## Required action
The result should be an exact copy of only the lines from the one holding "You are a GUI" through the last line of the data below, please, without pictures.

[Extracted records]

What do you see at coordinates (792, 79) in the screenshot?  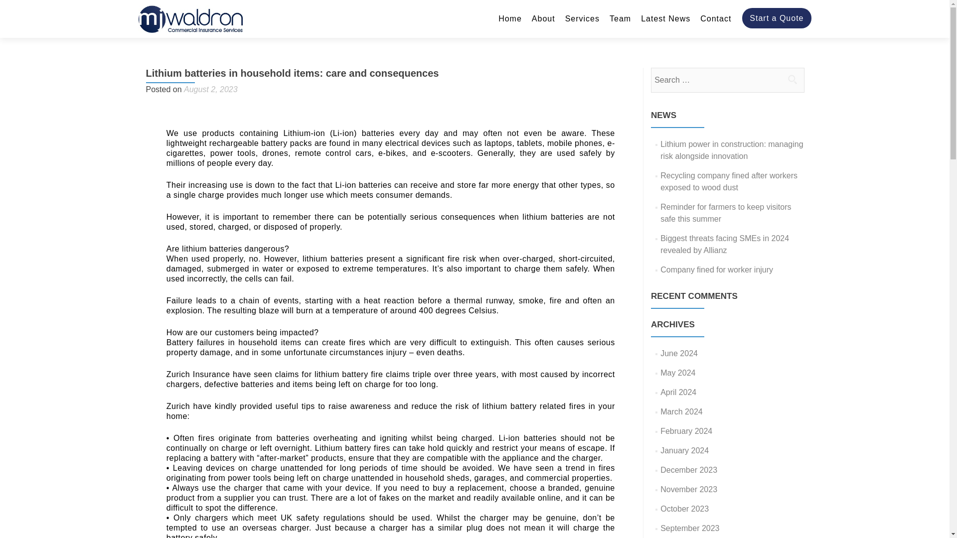 I see `Search` at bounding box center [792, 79].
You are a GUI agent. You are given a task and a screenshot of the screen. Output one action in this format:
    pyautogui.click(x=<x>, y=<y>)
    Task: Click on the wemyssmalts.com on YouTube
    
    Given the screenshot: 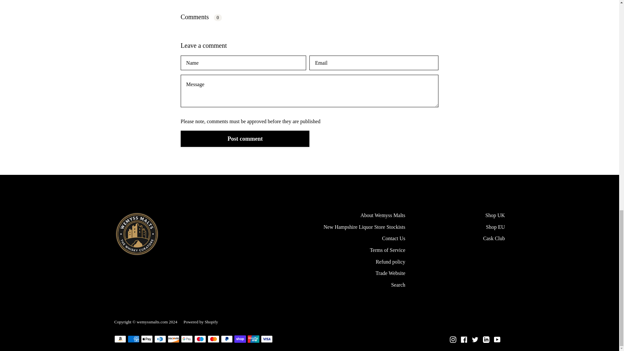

## Answer section
You are a GUI agent. You are given a task and a screenshot of the screen. Output one action in this format:
    pyautogui.click(x=<x>, y=<y>)
    Task: Click on the wemyssmalts.com on YouTube
    
    Given the screenshot: 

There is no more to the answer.